On the rest of the offense, Calvin Ridley is emerging as one of the best wideouts in the league, and the Jones/Ridley pairing could be a continued nightmare for years to come with the right coaching staff in place. Hayden Hurst has flashed some inspired play as he and Ryan have continued to click. Russell Gage is coming into his own as a sturdy third receiver, and Olamide Zaccheaus does plenty for a fourth option. The pass-catching arsenal is as good as it’s ever been.

The offensive line is severely underrated, too, with 2019 first rounders Chris Lindstrom and Kaleb McGary both rounding form in year two into some of the best linemen the Falcons have had in awhile. Pair that with an always-reliable Jake Matthews and future center in Alex Hennessy, they’re set, fairly comfortably, at four of the five guard spots for the foreseeable future, three of those guys on rookie deals.

That’s a lot of stability for a bright offensive mind to come in and work with. The two best running backs, Todd Gurley and Brian Hill, are on expiring deals, but new offensive coaches usually like to retool this position since scheme can will production a lot easier on the ground than it can in the air.

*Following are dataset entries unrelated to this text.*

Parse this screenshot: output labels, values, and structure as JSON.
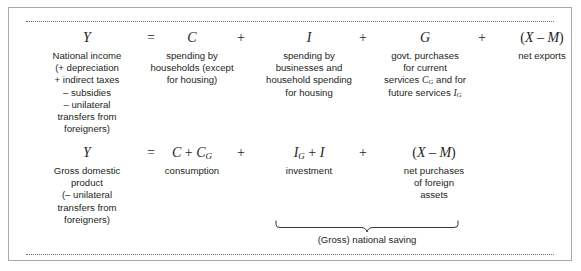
{
  "figure": {
    "border_color": "#a7a9ac",
    "rule_color": "#6d6e71",
    "text_color": "#231f20"
  },
  "rows": [
    {
      "id": "row-1",
      "terms": [
        {
          "symbol": "Y",
          "description": "National income\n(+ depreciation\n+ indirect taxes\n– subsidies\n– unilateral\ntransfers from\nforeigners)"
        },
        {
          "symbol": "C",
          "description": "spending by\nhouseholds (except\nfor housing)"
        },
        {
          "symbol": "I",
          "description": "spending by\nbusinesses and\nhousehold spending\nfor housing"
        },
        {
          "symbol": "G",
          "description_line_1": "govt. purchases",
          "description_line_2": "for current",
          "description_line_3_a": "services ",
          "description_line_3_b": "C",
          "description_line_3_sub": "G",
          "description_line_3_c": " and for",
          "description_line_4_a": "future services ",
          "description_line_4_b": "I",
          "description_line_4_sub": "G"
        },
        {
          "symbol_open": "(",
          "symbol_x": "X",
          "symbol_minus": " – ",
          "symbol_m": "M",
          "symbol_close": ")",
          "description": "net exports"
        }
      ],
      "operators": {
        "equals": "=",
        "plus_1": "+",
        "plus_2": "+",
        "plus_3": "+"
      }
    },
    {
      "id": "row-2",
      "terms": [
        {
          "symbol": "Y",
          "description": "Gross domestic\nproduct\n(– unilateral\ntransfers from\nforeigners)"
        },
        {
          "symbol_c": "C",
          "symbol_plus": " + ",
          "symbol_cg": "C",
          "symbol_cg_sub": "G",
          "description": "consumption"
        },
        {
          "symbol_ig": "I",
          "symbol_ig_sub": "G",
          "symbol_plus": " + ",
          "symbol_i": "I",
          "description": "investment"
        },
        {
          "symbol_open": "(",
          "symbol_x": "X",
          "symbol_minus": " – ",
          "symbol_m": "M",
          "symbol_close": ")",
          "description": "net purchases\nof foreign\nassets"
        }
      ],
      "operators": {
        "equals": "=",
        "plus_1": "+",
        "plus_2": "+"
      }
    }
  ],
  "brace": {
    "label": "(Gross) national saving"
  }
}
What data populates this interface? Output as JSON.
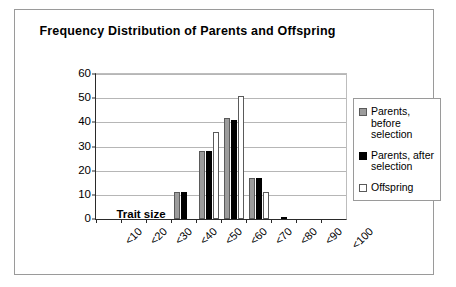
{
  "chart_data": {
    "type": "bar",
    "title": "Frequency Distribution of Parents and Offspring",
    "xlabel": "Trait size",
    "ylabel": "Number of individuals",
    "categories": [
      "<10",
      "<20",
      "<30",
      "<40",
      "<50",
      "<60",
      "<70",
      "<80",
      "<90",
      "<100"
    ],
    "series": [
      {
        "name": "Parents, before selection",
        "color": "#9c9c9c",
        "values": [
          0,
          0,
          0,
          11,
          28,
          42,
          17,
          0,
          0,
          0
        ]
      },
      {
        "name": "Parents, after selection",
        "color": "#000000",
        "values": [
          0,
          0,
          0,
          11,
          28,
          41,
          17,
          1,
          0,
          0
        ]
      },
      {
        "name": "Offspring",
        "color": "#ffffff",
        "values": [
          0,
          0,
          0,
          0,
          36,
          51,
          11,
          0,
          0,
          0
        ]
      }
    ],
    "ylim": [
      0,
      60
    ],
    "yticks": [
      0,
      10,
      20,
      30,
      40,
      50,
      60
    ],
    "grid": true,
    "legend_position": "right"
  }
}
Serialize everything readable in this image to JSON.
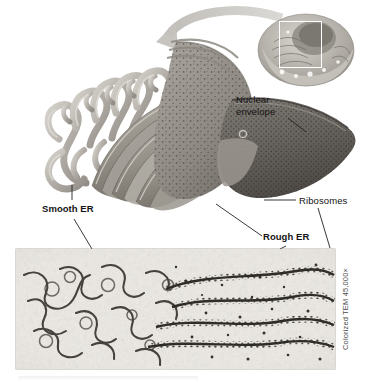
{
  "figure": {
    "type": "biology-illustration",
    "labels": {
      "nuclear_envelope": "Nuclear\nenvelope",
      "ribosomes": "Ribosomes",
      "smooth_er": "Smooth ER",
      "rough_er": "Rough ER"
    },
    "micrograph": {
      "credit": "Colorized TEM 45,000×",
      "magnification": "45,000×",
      "technique": "Colorized TEM"
    },
    "inset": {
      "name": "cell-cutaway-inset",
      "selection_box": "region-of-interest"
    },
    "arrow": {
      "name": "zoom-in-arrow",
      "direction": "from inset to enlarged view"
    },
    "colors": {
      "smooth_er": "#b9b5ae",
      "rough_er": "#8e8a84",
      "nuclear_envelope": "#6e6a65",
      "arrow": "#c9c6c1",
      "micrograph_bg": "#efece6",
      "label_text": "#141414",
      "credit_text": "#4a4a4a"
    }
  }
}
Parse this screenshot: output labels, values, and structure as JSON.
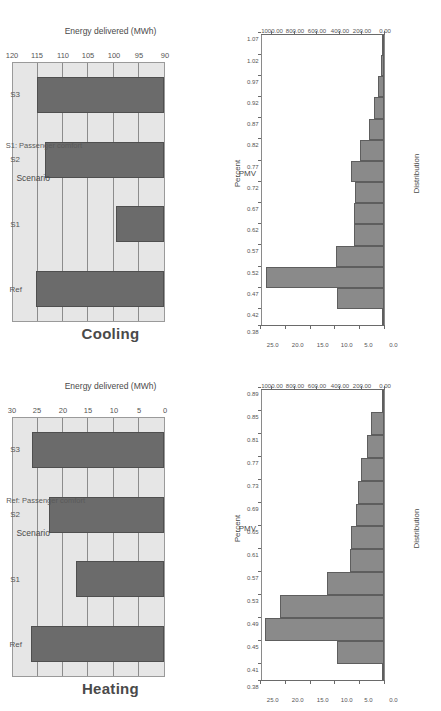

You can make a convincing case to bring Gurley back, but part of me wonders if a new regime would want cheaper, younger talent there to maximize.

If you rework the ground game (where scheme has to improve regardless of who is around), keep the quarterback, receiving options and offensive line how they are (with Hennessy stepping in for the likely-departing Alex Mack) and tweak certain spots here and there (new RBs, better tight end depth, perhaps a new, younger left guard), you can absolutely field an elite unit by next fall.

They’ve got to nail the coaching hire, of course, to get there. Dirk Koetter’s scheme is too safe, stale and inconsistent to work in a modern NFL, particularly in the red zone. Imagine, in the Carolina game, if Atlanta had scored touchdowns and not field goals. You’d say it was one of the best offenses in the NFL, on a night when the top RB in the room wasn’t able to do much and one of the top receivers got hurt. That’s saying a lot about the state of the coaching.

On defense, keep Grady Jarrett (plz), Deion Jones, Foye Oluokun and some of the promising youngsters like A.J. Terrell, Marlon Davidson, Kendall Sheffield, John Cominsky and Mykal Walker, try to re-sign Keanu Neal and do what you need to with the rest of the roter. The defense needs a minor rebuild, particularly in the secondary. The defensive line is solid but needs work for the pass rush (as always), and the defensive backs let up too many big plays.

Carolina shows that you don’t need elite players at every level to field a competent defense; the coaching and cohesion can do a lot. The Falcons spent years trying to adapt to a defensive mentality, but they don’t necessarily need an elite defense to win games. This team has been an offense-first franchise since Ryan was drafted; why veer away from that?

We haven’t a clue what the future holds; if they lose enough games, the idea of drafting a quarterback to succeed Ryan will grow more formidable and likely. If they keep playing like this, though, they’ll win some more games and be out of reach of a Trevor Lawrence or Justin Fields-esque talent.

When that inevitably happens, don’t be surprised if the next offensive mind sees a lot he can work with and keeps things even keel on that side of the ball for a bit longer. If this is what Koetter can do, imagine what his successor could achieve.

Winning immediately has power to it for a new coach, and the best way for the Falcons to win in 2021 is to stay the course on offense. Keep Ryan and Jones in Falcons uniforms, hope for health and let it rip.